17 | The U.S. Curling Team Wins Gold (Season 21, Episode 12: "Boy Meets Curl")
20th TelevisionIn this Olympics-themed episode, Homer and Marge form a mixed curling team and win the gold medal at the Olympics against all odds, with Sweden winning the silver. Eight years later at the 2018 Winter Olympics, the U.S. men's curling team pulled off an improbable comeback and claimed the gold medal, with Sweden winning the silver. Curling had only been back in the Olympics since 1998 when the episode aired, making this prediction particularly striking.
18 | The Winner of the Nobel Prize (Season 22, Episode 1: “Elementary School Musical”)
20th TelevisionAs noted in a social media post from the Massachusetts Institute of Technology, The Simpsons’ 22nd season premiere includes a quick onscreen gag to a card featuring Milhouse’s Nobel Prize betting sheet, which wound up predicting an actual Nobel winner.
The card shows that Bart and Milhouse’s classmate Martin has wagered that MIT professor Bengt Holmström would take the prize—which he would indeed go on to do. In 2016, Holmström was awarded the Nobel Prize for Economic Sciences.
19 | Legal Pot in Canada (Season 22, Episode 3: "License to Thrill")
20th TelevisionOn a trip north of the border in 2010’s "License to Thrill," Ned Flanders is flummoxed to be offered a puff of “reeferino” from a Canadian doppelganger who assures him “it’s legal here.” While recreational use wasn’t technically allowed in Canada at the time, the dream became a reality in 2018 when the country officially legalized cannabis nationwide.
20 | The FIFA Corruption Scandal (Season 25, Episode 16: "You Don’t Have to Live Like a Referee")

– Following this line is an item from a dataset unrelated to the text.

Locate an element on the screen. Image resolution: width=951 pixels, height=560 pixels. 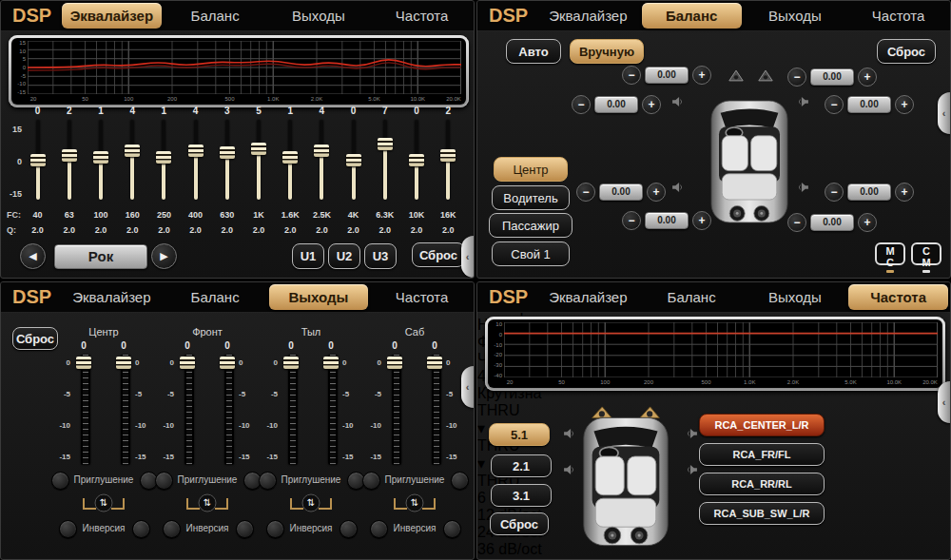
outputs-reset-button: Сброс is located at coordinates (35, 338).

20th TelevisionIn this soccer-themed 2014 episode, Homer is selected to become a World Cup referee after Lisa gives a speech calling him her hero. While Homer starts off refusing bribes and trying to referee honestly and maintain her respect, he gives into temptation after.learning he wasn’t Lisa’s first choice and almost throws the World Cup. Just one year later, the real-life FIFA corruption scandal broke, revealing 24 years of bribery and corruption among FIFA officials.